Ingenious Indigenous Artful Screw Conveyor

men working on screw conveyor stem

Many of us have heard the name Archimedes’ screw — but not everyone knows the term screw conveyor.  These folks (sadly, the videographer at [Breeze Media] doesn’t tell us their names, or the company name) has the process of building screw conveyors down to a fine art.

Screw conveyors are useful, but many folks shy away from them because they look hard to make. In this video, we see how it’s done. The crew in this video are doing it in metal for large equipment, but the same methods could be used in plastic sheet or paper on a small scale.
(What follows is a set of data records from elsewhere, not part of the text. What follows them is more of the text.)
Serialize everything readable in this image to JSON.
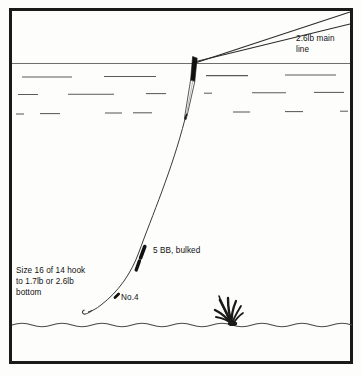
{
  "diagram": {
    "type": "fishing-rig-cross-section",
    "colors": {
      "border": "#1a1a1a",
      "background": "#fdfdfb",
      "line": "#2b2b2b",
      "water_texture": "#555555",
      "shot": "#111111",
      "weed": "#1a1a1a",
      "text": "#111111"
    },
    "labels": {
      "main_line": "2.6lb main\nline",
      "shot_group": "5 BB, bulked",
      "dropper_shot": "No.4",
      "hook_and_bottom": "Size 16 of 14 hook\nto 1.7lb or 2.6lb\nbottom"
    },
    "components": {
      "main_line_breaking_strain": "2.6lb",
      "bulk_shot": "5 BB",
      "dropper_shot": "No.4",
      "hook_sizes": "16 or 14",
      "hooklength_options": "1.7lb or 2.6lb"
    },
    "scene": {
      "water_surface_label": "water surface",
      "riverbed_label": "riverbed",
      "weed_label": "weed tuft",
      "float_label": "float"
    }
  }
}
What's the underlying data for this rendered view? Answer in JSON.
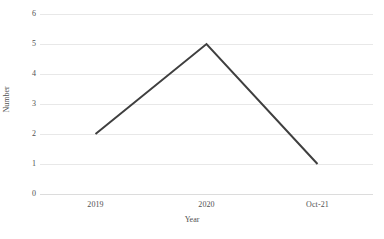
{
  "chart_data": {
    "type": "line",
    "title": "",
    "categories": [
      "2019",
      "2020",
      "Oct-21"
    ],
    "values": [
      2,
      5,
      1
    ],
    "series": [
      {
        "name": "Number",
        "values": [
          2,
          5,
          1
        ]
      }
    ],
    "xlabel": "Year",
    "ylabel": "Number",
    "ylim": [
      0,
      6
    ],
    "yticks": [
      0,
      1,
      2,
      3,
      4,
      5,
      6
    ],
    "ytick_labels": [
      "0",
      "1",
      "2",
      "3",
      "4",
      "5",
      "6"
    ],
    "xtick_labels": [
      "2019",
      "2020",
      "Oct-21"
    ],
    "grid": "horizontal",
    "legend": "none",
    "line_color": "#3f3f3f",
    "line_width": 2,
    "markers": "none",
    "gridline_color": "#e8e8e8",
    "background_color": "#ffffff",
    "text_color": "#505050"
  }
}
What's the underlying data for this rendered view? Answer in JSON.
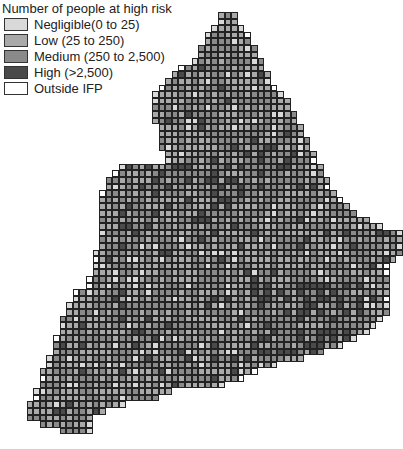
{
  "legend": {
    "title": "Number of people at high risk",
    "items": [
      {
        "label": "Negligible(0 to 25)",
        "color": "#d9d9d9"
      },
      {
        "label": "Low (25 to 250)",
        "color": "#a9a9a9"
      },
      {
        "label": "Medium (250 to 2,500)",
        "color": "#8a8a8a"
      },
      {
        "label": "High (>2,500)",
        "color": "#4a4a4a"
      },
      {
        "label": "Outside IFP",
        "color": "#ffffff"
      }
    ]
  },
  "map": {
    "region": "England and Wales grid",
    "cell_size": 6.6,
    "origin": [
      20,
      12
    ],
    "rows": [
      [
        30,
        32
      ],
      [
        30,
        32
      ],
      [
        29,
        33
      ],
      [
        28,
        34
      ],
      [
        28,
        34
      ],
      [
        27,
        35
      ],
      [
        27,
        35
      ],
      [
        26,
        36
      ],
      [
        24,
        36
      ],
      [
        23,
        37
      ],
      [
        22,
        37
      ],
      [
        21,
        38
      ],
      [
        20,
        39
      ],
      [
        20,
        40
      ],
      [
        20,
        40
      ],
      [
        20,
        41
      ],
      [
        20,
        41
      ],
      [
        21,
        42
      ],
      [
        21,
        42
      ],
      [
        21,
        43
      ],
      [
        21,
        43
      ],
      [
        22,
        44
      ],
      [
        22,
        44
      ],
      [
        15,
        45
      ],
      [
        14,
        45
      ],
      [
        13,
        46
      ],
      [
        13,
        46
      ],
      [
        12,
        47
      ],
      [
        12,
        48
      ],
      [
        12,
        49
      ],
      [
        12,
        50
      ],
      [
        12,
        52
      ],
      [
        12,
        54
      ],
      [
        12,
        57
      ],
      [
        12,
        57
      ],
      [
        12,
        57
      ],
      [
        11,
        57
      ],
      [
        11,
        56
      ],
      [
        11,
        55
      ],
      [
        11,
        55
      ],
      [
        10,
        55
      ],
      [
        10,
        55
      ],
      [
        8,
        55
      ],
      [
        8,
        55
      ],
      [
        7,
        55
      ],
      [
        7,
        55
      ],
      [
        6,
        54
      ],
      [
        6,
        53
      ],
      [
        6,
        52
      ],
      [
        5,
        50
      ],
      [
        5,
        48
      ],
      [
        5,
        45
      ],
      [
        4,
        42
      ],
      [
        4,
        38
      ],
      [
        3,
        35
      ],
      [
        3,
        33
      ],
      [
        3,
        30
      ],
      [
        2,
        22
      ],
      [
        2,
        20
      ],
      [
        1,
        15
      ],
      [
        1,
        12
      ],
      [
        1,
        10
      ],
      [
        3,
        10
      ],
      [
        6,
        10
      ]
    ]
  }
}
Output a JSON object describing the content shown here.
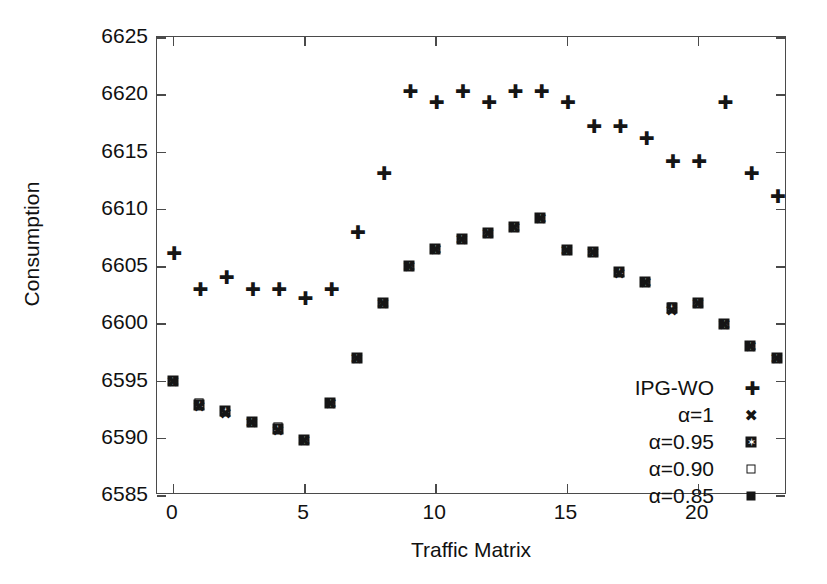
{
  "chart_data": {
    "type": "scatter",
    "title": "",
    "xlabel": "Traffic Matrix",
    "ylabel": "Consumption",
    "xlim": [
      -0.6,
      23.4
    ],
    "ylim": [
      6585,
      6625
    ],
    "xticks": [
      0,
      5,
      10,
      15,
      20
    ],
    "yticks": [
      6585,
      6590,
      6595,
      6600,
      6605,
      6610,
      6615,
      6620,
      6625
    ],
    "grid": false,
    "legend_position": "lower-right",
    "x": [
      0,
      1,
      2,
      3,
      4,
      5,
      6,
      7,
      8,
      9,
      10,
      11,
      12,
      13,
      14,
      15,
      16,
      17,
      18,
      19,
      20,
      21,
      22,
      23
    ],
    "series": [
      {
        "name": "IPG-WO",
        "marker": "plus",
        "values": [
          6606.1,
          6603.0,
          6604.0,
          6603.0,
          6603.0,
          6602.2,
          6603.0,
          6608.0,
          6613.1,
          6620.3,
          6619.3,
          6620.3,
          6619.3,
          6620.3,
          6620.3,
          6619.3,
          6617.2,
          6617.2,
          6616.2,
          6614.2,
          6614.2,
          6619.3,
          6613.1,
          6611.1
        ]
      },
      {
        "name": "α=1",
        "marker": "cross",
        "values": [
          6595.0,
          6592.8,
          6592.2,
          6591.4,
          6590.7,
          6589.8,
          6593.0,
          6597.0,
          6601.8,
          6605.0,
          6606.5,
          6607.4,
          6607.9,
          6608.4,
          6609.2,
          6606.4,
          6606.2,
          6604.4,
          6603.6,
          6601.2,
          6601.8,
          6599.9,
          6598.0,
          6597.0
        ]
      },
      {
        "name": "α=0.95",
        "marker": "star-square",
        "values": [
          6595.0,
          6592.9,
          6592.3,
          6591.4,
          6590.8,
          6589.8,
          6593.0,
          6597.0,
          6601.8,
          6605.0,
          6606.5,
          6607.4,
          6607.9,
          6608.4,
          6609.2,
          6606.4,
          6606.2,
          6604.5,
          6603.6,
          6601.3,
          6601.8,
          6599.9,
          6598.0,
          6597.0
        ]
      },
      {
        "name": "α=0.90",
        "marker": "open-square",
        "values": [
          6595.0,
          6593.0,
          6592.3,
          6591.4,
          6590.9,
          6589.8,
          6593.0,
          6597.0,
          6601.8,
          6605.0,
          6606.5,
          6607.4,
          6607.9,
          6608.4,
          6609.2,
          6606.4,
          6606.2,
          6604.5,
          6603.6,
          6601.4,
          6601.8,
          6599.9,
          6598.0,
          6597.0
        ]
      },
      {
        "name": "α=0.85",
        "marker": "filled-square",
        "values": [
          6595.0,
          6593.0,
          6592.3,
          6591.4,
          6590.9,
          6589.8,
          6593.0,
          6597.0,
          6601.8,
          6605.0,
          6606.5,
          6607.4,
          6607.9,
          6608.4,
          6609.2,
          6606.4,
          6606.2,
          6604.5,
          6603.6,
          6601.4,
          6601.8,
          6599.9,
          6598.0,
          6597.0
        ]
      }
    ],
    "legend": [
      {
        "label": "IPG-WO",
        "marker": "plus"
      },
      {
        "label": "α=1",
        "marker": "cross"
      },
      {
        "label": "α=0.95",
        "marker": "star-square"
      },
      {
        "label": "α=0.90",
        "marker": "open-square"
      },
      {
        "label": "α=0.85",
        "marker": "filled-square"
      }
    ],
    "colors": {
      "marker": "#151515",
      "axis": "#4a4a4a",
      "background": "#ffffff",
      "text": "#111111"
    }
  }
}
It starts with cutting washers and slitting radially. When they’re distorted into the final shape the hole will close up, so the hole is a bit larger than the pipe that forms the center. They’re then given a slight spiral (think a lock washer) by walloping with a sledgehammer. It works. The slit edges are welded together to make a ‘compressed’ spiral, and the end is welded to the pipe

Now for the ingenious bit. They have a tall gantry, just a couple of pipe poles with a crossbar, set up in the factory yard. Below it, they’ve drilled a well. The free end of the pipe goes down the well. The bottom of the spiral is clamped to a baseplate around the well. Next, the pipe is hoisted up to form the final shape. Finally, everything is welded in place.
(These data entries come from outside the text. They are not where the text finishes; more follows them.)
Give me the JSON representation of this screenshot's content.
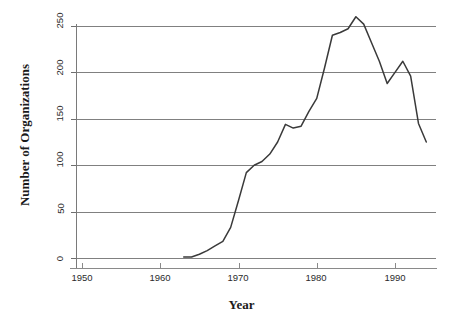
{
  "chart_data": {
    "type": "line",
    "title": "",
    "xlabel": "Year",
    "ylabel": "Number of Organizations",
    "xlim": [
      1947,
      1996
    ],
    "ylim": [
      0,
      265
    ],
    "grid": true,
    "legend": "none",
    "x_ticks": [
      1950,
      1960,
      1970,
      1980,
      1990
    ],
    "y_ticks": [
      0,
      50,
      100,
      150,
      200,
      250
    ],
    "x": [
      1963,
      1964,
      1965,
      1966,
      1967,
      1968,
      1969,
      1970,
      1971,
      1972,
      1973,
      1974,
      1975,
      1976,
      1977,
      1978,
      1979,
      1980,
      1981,
      1982,
      1983,
      1984,
      1985,
      1986,
      1987,
      1988,
      1989,
      1990,
      1991,
      1992,
      1993,
      1994
    ],
    "values": [
      1,
      1,
      4,
      8,
      13,
      18,
      33,
      62,
      92,
      100,
      104,
      112,
      125,
      144,
      140,
      142,
      158,
      172,
      205,
      240,
      243,
      247,
      260,
      252,
      232,
      212,
      188,
      200,
      212,
      196,
      145,
      125
    ],
    "series": [
      {
        "name": "Number of Organizations",
        "values": [
          1,
          1,
          4,
          8,
          13,
          18,
          33,
          62,
          92,
          100,
          104,
          112,
          125,
          144,
          140,
          142,
          158,
          172,
          205,
          240,
          243,
          247,
          260,
          252,
          232,
          212,
          188,
          200,
          212,
          196,
          145,
          125
        ]
      }
    ],
    "line_color": "#3a3a3a",
    "grid_color": "#808080",
    "axis_color": "#6e6e6e",
    "background": "#ffffff"
  },
  "axes": {
    "y_title": "Number of Organizations",
    "x_title": "Year",
    "y_tick_labels": [
      "0",
      "50",
      "100",
      "150",
      "200",
      "250"
    ],
    "x_tick_labels": [
      "1950",
      "1960",
      "1970",
      "1980",
      "1990"
    ]
  }
}
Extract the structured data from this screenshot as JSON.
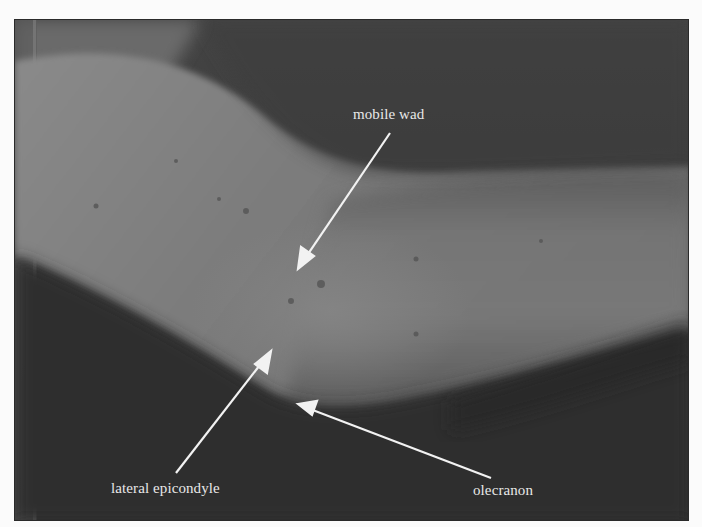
{
  "figure": {
    "annotations": [
      {
        "id": "mobile-wad",
        "label": "mobile wad",
        "arrow_from": [
          389,
          132
        ],
        "arrow_to": [
          297,
          268
        ]
      },
      {
        "id": "lateral-epicondyle",
        "label": "lateral epicondyle",
        "arrow_from": [
          175,
          472
        ],
        "arrow_to": [
          270,
          350
        ]
      },
      {
        "id": "olecranon",
        "label": "olecranon",
        "arrow_from": [
          490,
          477
        ],
        "arrow_to": [
          297,
          403
        ]
      }
    ]
  }
}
In the video after the break, they’re making a screw feeder. It needs a lower pitch for the section under the hopper. So they clamp several turns, pull the main section out, weld it, then move the clamp and make the feeder section.

Hacks are partially art, and screws are visually interesting. This piggy bank has one. Put one in your next hack!

27 thoughts on “Ingenious Indigenous Artful Screw Conveyor

      1. … because training a new worker because the previous one died gets tedious, and then there’s the legal battle with the previous worker’s family to consider.

        Perhaps not as big an issue in these parts, but it’s a big consideration for organisations in the “western” world.

        1. You may want to rephrase that to say “wealthy western” world. US and Canada do not in fact look anything like the rest of America when it comes to these things.

          1. For sure! People will do what is most expedient. In places with the rules and laws it is more expensive and higher risk to ignore them than to abide by them. You have to consider education levels and what people see as a hazard, and who is at fault when an injury occurs. These videos are all from Pakistan where I think the Law of the Prophet prevails. Since giving alms is a good thing, it is enough to give one-armed Bob and the Blind man new begging bowls. And consider that poly-carbonate safety glasses from China are pennies, it is a choice, or maybe more importantly, it is status where you will be ridiculed by the other men if you are afraid of getting a chunk of steel to the face.

            I have seen enough of these fascinating videos to say that human labor is extremely cheap. The number of small manufacturing shops with no benches or tables is telling. Where at each step, the product is thrown into a pile on the floor and someones comes and picks it up and moves it to the next process and dumps it in a pile from which the items are picked up one by one, cut, drilled, polished or whatever the step and thrown into a different pile to be moved to the next spot. The inefficiency is startling and it indicates how little the labor costs. In most of these productivity could be easily doubles while saving all the bending and lifting, and the squatting over rotating machinery with all that fabric.

  1. It’s true what they say, the past is here, it’s just unevenly distributed.
    Love the ingenuity, hate that we live in a world where this is still a thing. I demand the flying cars and food pills promised to me in the 50s!

    1. You are correct, but try persuading the (English speaking) world that their spiral staircases are actually helix staircases. Sometimes usage trumps etymology.

    1. Here’s a clue, if a Welshman in Wales, shows you how to make a coracle, that’s an indigenous craft demonstration. If a Scots Blacksmith in Inverness shows you how to forge a sgian-dubh, that also is a demonstration of indigenous craft.

      1. But I’m not Indigenous simply because I was born in Canada, and we go back to about 1805 when my Scottish great, great, great grandfather came over.

        But since he married a Syilx woman about 1812, and moved to Red River, I have the ancestry to be Metis. Hence Indigenous.

        Your definition may be correct, but Indigenous now means something more specific

  2. How ironic, I am literally in the middle of fabricating a screw conveyor for work. These guys are much better at it than I am! Maybe I should document my work as well…

  3. This is how we made augers in NZ 20 years ago, granted we didn’t put the shaft in a hole vertically, we laid it horizontally on stands but we pulled the flight the same way.